UN tackles thorny issue of food aid to hungry Cambodia
United Nations, N.Y.
Cambodia is once again threatened with famine. Ebeen pouring in at an accelerated pace the last six months, more help is urgently needed to save millions of Cambodian lives, a number of noncommunist Asian countries say.
Members of the Association of Southeast Asian Nations (ASEAN) are requesting that a ministerial-level UN conference be convened "as soon as possible" in New York or Geneva to deal with the issue.
It would be modeled largely after last July's conference in Geneva on the "boat people."
The idea is drawing mixed reactions. China, Japan, and the US are in the forefront of those pushing for a meeting. But Vietnam and some socialist countries see it as just a political ploy to focus world attention on Vietman's occupation of Cambodia.

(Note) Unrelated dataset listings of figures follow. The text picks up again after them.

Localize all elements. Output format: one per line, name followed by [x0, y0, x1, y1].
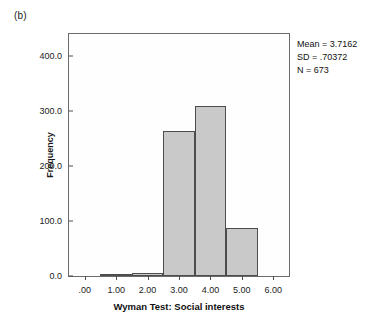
- x-tick-label: 2.00: [139, 285, 157, 295]
- x-tick-label: 6.00: [265, 285, 283, 295]
- x-tick-mark: [148, 276, 149, 280]
- x-axis-label: Wyman Test: Social interests: [113, 301, 244, 312]
- stat-n: N = 673: [297, 64, 357, 77]
- y-tick-mark: [69, 166, 73, 167]
- x-tick-label: 4.00: [202, 285, 220, 295]
- statistics-annotation: Mean = 3.7162 SD = .70372 N = 673: [297, 38, 357, 77]
- x-tick-mark: [85, 276, 86, 280]
- histogram-figure: (b) Frequency Wyman Test: Social interes…: [0, 0, 366, 334]
- x-tick-label: 3.00: [170, 285, 188, 295]
- x-tick-label: 5.00: [233, 285, 251, 295]
- histogram-bar: [226, 228, 257, 276]
- x-tick-mark: [179, 276, 180, 280]
- y-tick-mark: [69, 111, 73, 112]
- stat-mean: Mean = 3.7162: [297, 38, 357, 51]
- stat-sd: SD = .70372: [297, 51, 357, 64]
- y-tick-label: 100.0: [39, 216, 69, 226]
- x-tick-label: .00: [78, 285, 91, 295]
- x-tick-mark: [116, 276, 117, 280]
- y-tick-mark: [69, 276, 73, 277]
- y-tick-label: 200.0: [39, 161, 69, 171]
- histogram-bar: [163, 131, 194, 276]
- plot-area: Frequency Wyman Test: Social interests 0…: [68, 33, 290, 277]
- x-tick-mark: [210, 276, 211, 280]
- x-tick-label: 1.00: [107, 285, 125, 295]
- y-tick-label: 300.0: [39, 106, 69, 116]
- x-tick-mark: [273, 276, 274, 280]
- y-tick-label: 0.0: [49, 271, 69, 281]
- panel-label: (b): [14, 10, 27, 21]
- x-tick-mark: [242, 276, 243, 280]
- y-tick-mark: [69, 221, 73, 222]
- y-tick-mark: [69, 56, 73, 57]
- bar-series: [69, 34, 289, 276]
- histogram-bar: [195, 106, 226, 277]
- y-tick-label: 400.0: [39, 51, 69, 61]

Still other observers contend the meeting could actually hurt UNICEF-Red Cross efforts.
"You cannot on the one hand attack the local authorities and then expect them to trust you and cooperate with you," one analyst says.
In the end, according to reliable diplomatic sources, this new international conference is likely to be convened next month. It is far from clear, however, whether it will be helpful or detrimental to the Cambodian people in their plight.
UNICEF-Red Cross food and medicine deliveries rushed to Cambodia last winter definitely saved that nation last winter from near genocide. But the situation has since deteriorated.
Dry season plantings have been unsatisfactory. Despite the 1,000 trucks Phnom Penh authorities now have at their disposal, food distribution to the countryside has been inadequate. Port unloading has also been slow.
To avert a new famine, UNICEF-Red Cross must distribute 30,000 tons of rice seeds and 4,000 tons of fertilizer to six provincial districts. Vietnam has pledged to 10,000 tons, Thailand 15,000 tons, the Philippines 3,000 tons. But UNICEF officials feel an additional 300,000 tons of foodstuffs will be needed this year.
Privately, high UNICEF and UN officials insist that local authorities are now extremely cooperative and that the distribution problem results from lack of manpower and organization. They also claim that diversion of food and medicine by the Vietnamese military is marginal.
Thailand and its ASEAN partners think that a high-level international conference is needed to:
* Highlight that food provide by the international community is not being properly delivered.
* Prod the major donors into providing more financial assistance to UNICEF-Red Cross (only $30 million out of the $106 million needed was pledged at a March 23 donor's meeting in New York).
* Tell the world that food supplies are still rotting in Cambodian ports and try to head off the arrival of thousands of new refugees into Thailand.
* Pressure Vietnam to be more cooperative, allowing, for instance, the establishment of a land bridge from the Thai border into Cambodia.
No one, of course, wants to publicly oppose the convening of a conference that flies a purely humanitarian banner. But many diplomats and UN officials privately claim such a conference is not needed to raise money.
A new donors' meeting is scheduled for May 13 anyway, and prospects for getting the funds needed for UNICEF efforts are considered to be excellent.
Vietnam, its communist allies, and some Africans who believe not enough attention is being paid to refugees on their continent, oppose the conference idea. Therefore a consensus favoring it is unlikely to come about at the UN's Economic and Social Council, which has been asked to call for a meeting. If the matter is going to be pressed a vote -- and there are indications that it will -- then the ASEAN initiative will in all likelihood be successful.
"It may be good politics to strike a blow at Vietnam in the broad East-West context, but this move may defeat its own stated purpose of trying to save lives in Cambodia," says one high-ranking UN official.